Friday, April 13, 2012

Global Warming

This is finals week, and I'm supposed to be studying, not blogging.

But I'm blogging tonight as part of my studying.

My blog is generally a quite frivolous endeavor. I don't really like talking about serious topics, especially politics. But tonight I'm going to talk about something to help me review the material for my final. It's something that is somehow a political issue, but it shouldn't be. Realize that I am not qualified to make a definitive argument, but I am entitled to my opinion.

As the title of this post suggests, the topic is global warming.

Somehow, Republicans all over the U.S. have become insistent that there is no global warming, or else that global warming is not caused by humans.

How the **** is this a political issue? Explain it to me.

I want to be clear that I am neither for nor against Republicans or Democrats. I'm a registered voter, but I'm unafilliated. Part of the reason for this is because people become so attached to their party lines that they throw common sense out the window. I have known some conservatives who deny climate change, even though they are otherwise very intelligent people. (Yes, I am insinuating something.) I think the only reason they deny it is because of their party afilliation. I have heard stories of scientists who were conservatives but they had to switch parties because they received too much ridicule for believing in climate change!

Here's where reviewing for my test comes in. The following is information we learned on Tuesday in my geology class:

The IPCC is an organization that summarizes research that has already been published. It consists of scientists from sundry relevant disciplines. A whopping 97.4% of publishing climate scientists think that human activity is a significant contributing factor to climate change. That doesn't prove that it is, but if 97.4% of doctors told you that you had a disease, you wouldn't want to listen to the 2.6% who said you didn't.

Climate change has occurred all throughout geologic history, but it has increased much faster than usual this time around. Our current concentration of carbon dioxide in the atmosphere is higher than it has been in the last 400,000 years. (We can learn about past climate through glacial ice cores.) It increased with the Industrial Revolution in 1750, and it has skyrocketed since 1959. Between 1959 and 2000, the CO2 level rose 174 times! (My notes aren't very good; I don't know if that means that the number of times it rose was 174, or if it rose by a factor of 174. I'm inclined to think it was a factor of 174.)

The year 2010 was the third warmest year on record. There have been changes in arctic ice, precipitation, and ocean salinity. The arctic is warming at twice the rate as other places. The difference between day and night temperatures has remained the same, but the temperatures themselves have risen.

I'm not saying you have to believe in climate change. But don't make it a political issue.

I can see why people would want to deny it. It can be comforting to say the problem doesn't exist. Oil and power companies don't want to lose money with the transition to cleaner forms of energy. You don't want to feel guilty when you drive your car.

I met a member on my mission who was the most stereotypically conservative person I have ever met. We took him with us to visit a member family, and somehow he turned the conversation into conservative politics. He said some very Islamophobic things. He also went into his anti-global-warming speech. He talked about how there was smog in California before there were any settlers--we humans have nothing to do with it.

!!?!

I'm sure there probably was smog then. But you can't tell me that all those millions of cars driving through California every day are good for the air. Would you leave your car running in a closed garage? I didn't think so.

It is so obvious to me that people like Brother ******** say that humans don't cause smog so that they don't feel guilty about driving their cars as much as they want. I acknowledge that I'm as guilty as anyone; when our January inversions pollute the Wasatch Front, I drive and I don't take the bus. But at least I feel guilty about it, and I don't try to say it's a completely natural occurrence.

So I've explained the motivations people might have to deny climate change.

But what if there really is no human-induced climate change--what would be the motivation to say there is evidence for it? Those scientists want us to make changes in our lives. They want to scare us. They want to see how gullible we are.

I just don't see the motivation to proclaim that we cause climate change unless there is evidence we really are causing it. It certainly isn't a comfortable or pleasant idea--why would we want to say there's a problem when there isn't one?

Suppose that there really is climate change, but we don't do anything about it. The sea levels rise, the ecosystems go crazy, and life as we know it changes forever.

But suppose that there is NOT climate change, but we do something about it. We diminish our dependence on fossil fuels, which won't last forever anyway. We develop new technologies and methods of providing energy. And everything stays the same. What would we lose?

Just some food for thought.

1 comment:

  1. I'm with you on this one. It's unbelievable that people deny it. Ignoring a problem (or saying it doesn't exist) isn't going to make it go away.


● Task instructions
Repeat the stretch of entries below from the line with "The width and height of the screenshot is (1455, 732)." through the line with "This screenshot has width=514, height=536.". Include both ends and add nothing.

(Excerpts from a dataset)
- - - -
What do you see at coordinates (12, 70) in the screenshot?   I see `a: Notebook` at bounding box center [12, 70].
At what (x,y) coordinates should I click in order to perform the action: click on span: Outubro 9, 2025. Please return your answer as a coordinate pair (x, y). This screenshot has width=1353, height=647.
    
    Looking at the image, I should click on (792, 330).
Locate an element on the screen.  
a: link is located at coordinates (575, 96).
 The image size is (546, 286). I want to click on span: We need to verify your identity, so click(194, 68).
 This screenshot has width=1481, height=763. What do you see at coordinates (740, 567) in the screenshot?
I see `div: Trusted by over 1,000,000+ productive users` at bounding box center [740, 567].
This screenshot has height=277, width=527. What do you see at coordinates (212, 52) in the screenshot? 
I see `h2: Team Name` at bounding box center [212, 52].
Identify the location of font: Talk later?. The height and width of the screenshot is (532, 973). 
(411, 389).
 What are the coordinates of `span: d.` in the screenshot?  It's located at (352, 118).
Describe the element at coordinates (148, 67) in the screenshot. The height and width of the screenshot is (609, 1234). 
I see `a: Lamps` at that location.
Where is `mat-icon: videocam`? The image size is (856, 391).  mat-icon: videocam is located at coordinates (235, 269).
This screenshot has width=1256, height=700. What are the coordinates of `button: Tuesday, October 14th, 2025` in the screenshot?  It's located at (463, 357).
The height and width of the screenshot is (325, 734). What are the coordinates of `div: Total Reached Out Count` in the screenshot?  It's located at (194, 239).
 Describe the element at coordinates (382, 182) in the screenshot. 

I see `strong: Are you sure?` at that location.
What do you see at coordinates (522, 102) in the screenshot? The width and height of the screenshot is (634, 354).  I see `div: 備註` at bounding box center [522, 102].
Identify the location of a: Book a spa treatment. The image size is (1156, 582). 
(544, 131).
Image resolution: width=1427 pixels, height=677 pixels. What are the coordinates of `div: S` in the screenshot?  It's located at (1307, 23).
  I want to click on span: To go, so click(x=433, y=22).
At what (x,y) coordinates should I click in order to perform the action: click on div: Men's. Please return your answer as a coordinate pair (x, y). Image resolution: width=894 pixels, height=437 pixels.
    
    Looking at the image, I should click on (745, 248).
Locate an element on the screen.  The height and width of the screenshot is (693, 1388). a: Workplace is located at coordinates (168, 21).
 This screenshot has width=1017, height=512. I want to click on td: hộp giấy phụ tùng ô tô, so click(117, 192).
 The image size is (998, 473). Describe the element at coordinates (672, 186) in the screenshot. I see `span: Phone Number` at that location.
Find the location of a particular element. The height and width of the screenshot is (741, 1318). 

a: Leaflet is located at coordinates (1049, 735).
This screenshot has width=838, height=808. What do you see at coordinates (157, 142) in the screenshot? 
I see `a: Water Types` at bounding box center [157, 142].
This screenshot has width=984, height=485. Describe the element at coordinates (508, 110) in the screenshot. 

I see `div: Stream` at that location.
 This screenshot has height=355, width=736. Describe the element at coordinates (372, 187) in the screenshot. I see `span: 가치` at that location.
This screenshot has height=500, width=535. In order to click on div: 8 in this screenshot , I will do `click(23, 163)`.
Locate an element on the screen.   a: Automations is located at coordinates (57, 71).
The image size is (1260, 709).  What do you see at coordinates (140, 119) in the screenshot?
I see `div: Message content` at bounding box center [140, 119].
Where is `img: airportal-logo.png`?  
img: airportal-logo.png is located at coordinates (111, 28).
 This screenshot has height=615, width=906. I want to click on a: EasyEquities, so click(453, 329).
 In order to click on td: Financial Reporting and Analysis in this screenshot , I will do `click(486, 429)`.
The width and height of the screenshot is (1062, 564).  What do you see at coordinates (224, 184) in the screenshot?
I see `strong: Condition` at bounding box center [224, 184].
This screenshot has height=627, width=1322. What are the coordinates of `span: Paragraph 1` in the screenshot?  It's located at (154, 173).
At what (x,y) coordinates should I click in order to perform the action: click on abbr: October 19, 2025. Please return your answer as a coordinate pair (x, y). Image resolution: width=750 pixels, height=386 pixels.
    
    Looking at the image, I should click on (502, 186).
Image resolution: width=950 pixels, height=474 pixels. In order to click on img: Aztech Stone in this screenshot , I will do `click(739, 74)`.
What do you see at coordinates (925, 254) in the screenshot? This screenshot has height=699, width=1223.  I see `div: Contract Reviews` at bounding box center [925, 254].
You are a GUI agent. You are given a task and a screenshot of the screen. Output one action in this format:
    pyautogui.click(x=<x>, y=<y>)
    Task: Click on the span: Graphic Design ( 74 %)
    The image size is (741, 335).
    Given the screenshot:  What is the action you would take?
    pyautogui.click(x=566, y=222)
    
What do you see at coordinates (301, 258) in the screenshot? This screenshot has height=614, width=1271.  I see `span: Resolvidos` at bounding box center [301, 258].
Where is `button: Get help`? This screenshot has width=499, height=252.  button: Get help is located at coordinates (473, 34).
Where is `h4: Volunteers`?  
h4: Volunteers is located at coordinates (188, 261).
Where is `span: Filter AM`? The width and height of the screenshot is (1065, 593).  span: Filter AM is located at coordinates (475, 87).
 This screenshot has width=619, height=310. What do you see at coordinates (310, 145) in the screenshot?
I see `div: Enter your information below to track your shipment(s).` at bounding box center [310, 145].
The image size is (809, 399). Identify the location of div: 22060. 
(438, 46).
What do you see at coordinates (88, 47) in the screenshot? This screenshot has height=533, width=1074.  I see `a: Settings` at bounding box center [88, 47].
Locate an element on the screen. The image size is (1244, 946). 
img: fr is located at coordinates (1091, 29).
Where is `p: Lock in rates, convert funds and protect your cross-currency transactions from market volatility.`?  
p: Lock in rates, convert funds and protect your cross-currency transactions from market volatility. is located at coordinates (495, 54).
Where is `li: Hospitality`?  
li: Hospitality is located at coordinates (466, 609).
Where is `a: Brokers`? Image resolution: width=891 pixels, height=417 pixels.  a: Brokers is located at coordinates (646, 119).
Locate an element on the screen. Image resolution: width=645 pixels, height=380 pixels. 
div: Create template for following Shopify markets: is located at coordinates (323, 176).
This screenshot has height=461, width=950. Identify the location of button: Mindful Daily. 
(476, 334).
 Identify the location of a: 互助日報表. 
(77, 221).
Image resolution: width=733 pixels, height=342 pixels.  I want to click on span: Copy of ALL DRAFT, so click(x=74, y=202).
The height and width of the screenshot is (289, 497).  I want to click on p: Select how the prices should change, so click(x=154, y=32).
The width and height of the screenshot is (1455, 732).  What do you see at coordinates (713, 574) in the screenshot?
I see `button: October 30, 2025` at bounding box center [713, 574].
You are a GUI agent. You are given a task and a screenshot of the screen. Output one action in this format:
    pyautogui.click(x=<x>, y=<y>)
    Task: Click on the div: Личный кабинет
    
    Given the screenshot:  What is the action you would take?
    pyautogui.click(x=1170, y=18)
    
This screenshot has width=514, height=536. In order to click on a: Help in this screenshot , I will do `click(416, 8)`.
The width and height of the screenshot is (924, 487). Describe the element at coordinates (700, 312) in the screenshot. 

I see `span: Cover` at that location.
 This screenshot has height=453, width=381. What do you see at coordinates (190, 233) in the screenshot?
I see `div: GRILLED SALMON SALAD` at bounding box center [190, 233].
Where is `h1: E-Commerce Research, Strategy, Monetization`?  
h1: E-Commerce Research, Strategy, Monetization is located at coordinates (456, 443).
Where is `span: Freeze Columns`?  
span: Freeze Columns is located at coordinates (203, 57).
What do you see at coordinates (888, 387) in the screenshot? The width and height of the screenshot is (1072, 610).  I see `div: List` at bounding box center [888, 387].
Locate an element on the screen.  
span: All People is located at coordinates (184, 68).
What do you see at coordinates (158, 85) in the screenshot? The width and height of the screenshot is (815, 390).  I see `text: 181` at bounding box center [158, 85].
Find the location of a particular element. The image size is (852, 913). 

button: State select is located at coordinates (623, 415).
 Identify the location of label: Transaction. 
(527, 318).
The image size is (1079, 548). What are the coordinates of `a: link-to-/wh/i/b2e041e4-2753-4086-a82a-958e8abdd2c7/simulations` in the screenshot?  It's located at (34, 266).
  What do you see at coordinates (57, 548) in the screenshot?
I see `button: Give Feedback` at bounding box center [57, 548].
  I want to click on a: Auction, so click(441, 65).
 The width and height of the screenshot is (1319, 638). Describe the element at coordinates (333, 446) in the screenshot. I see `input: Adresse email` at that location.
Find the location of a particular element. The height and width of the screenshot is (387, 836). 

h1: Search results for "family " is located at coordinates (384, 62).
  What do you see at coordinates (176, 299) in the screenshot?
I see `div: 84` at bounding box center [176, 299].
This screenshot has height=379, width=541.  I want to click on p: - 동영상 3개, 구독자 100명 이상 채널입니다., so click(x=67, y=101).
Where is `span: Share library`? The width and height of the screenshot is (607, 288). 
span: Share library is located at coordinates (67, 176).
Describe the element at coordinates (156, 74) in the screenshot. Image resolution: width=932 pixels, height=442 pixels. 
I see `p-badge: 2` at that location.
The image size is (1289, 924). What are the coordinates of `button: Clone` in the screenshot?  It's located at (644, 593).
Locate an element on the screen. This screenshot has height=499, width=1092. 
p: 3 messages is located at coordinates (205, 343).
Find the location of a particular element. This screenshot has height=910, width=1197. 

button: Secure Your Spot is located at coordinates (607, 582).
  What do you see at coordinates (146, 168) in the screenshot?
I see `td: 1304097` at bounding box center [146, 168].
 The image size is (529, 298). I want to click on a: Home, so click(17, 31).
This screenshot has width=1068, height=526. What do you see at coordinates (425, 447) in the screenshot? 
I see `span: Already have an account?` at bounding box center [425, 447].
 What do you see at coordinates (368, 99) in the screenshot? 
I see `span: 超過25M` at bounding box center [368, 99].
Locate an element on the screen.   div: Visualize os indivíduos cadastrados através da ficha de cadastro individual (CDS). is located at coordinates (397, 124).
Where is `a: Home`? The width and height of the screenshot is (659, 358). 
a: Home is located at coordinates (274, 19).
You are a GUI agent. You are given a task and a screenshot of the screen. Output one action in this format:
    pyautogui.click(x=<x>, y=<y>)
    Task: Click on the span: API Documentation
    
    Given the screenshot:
- - - -
● Written answer
The width and height of the screenshot is (1455, 732).  What do you see at coordinates (713, 574) in the screenshot?
I see `button: October 30, 2025` at bounding box center [713, 574].
You are a GUI agent. You are given a task and a screenshot of the screen. Output one action in this format:
    pyautogui.click(x=<x>, y=<y>)
    Task: Click on the div: Личный кабинет
    
    Given the screenshot:  What is the action you would take?
    pyautogui.click(x=1170, y=18)
    
This screenshot has width=514, height=536. In order to click on a: Help in this screenshot , I will do `click(416, 8)`.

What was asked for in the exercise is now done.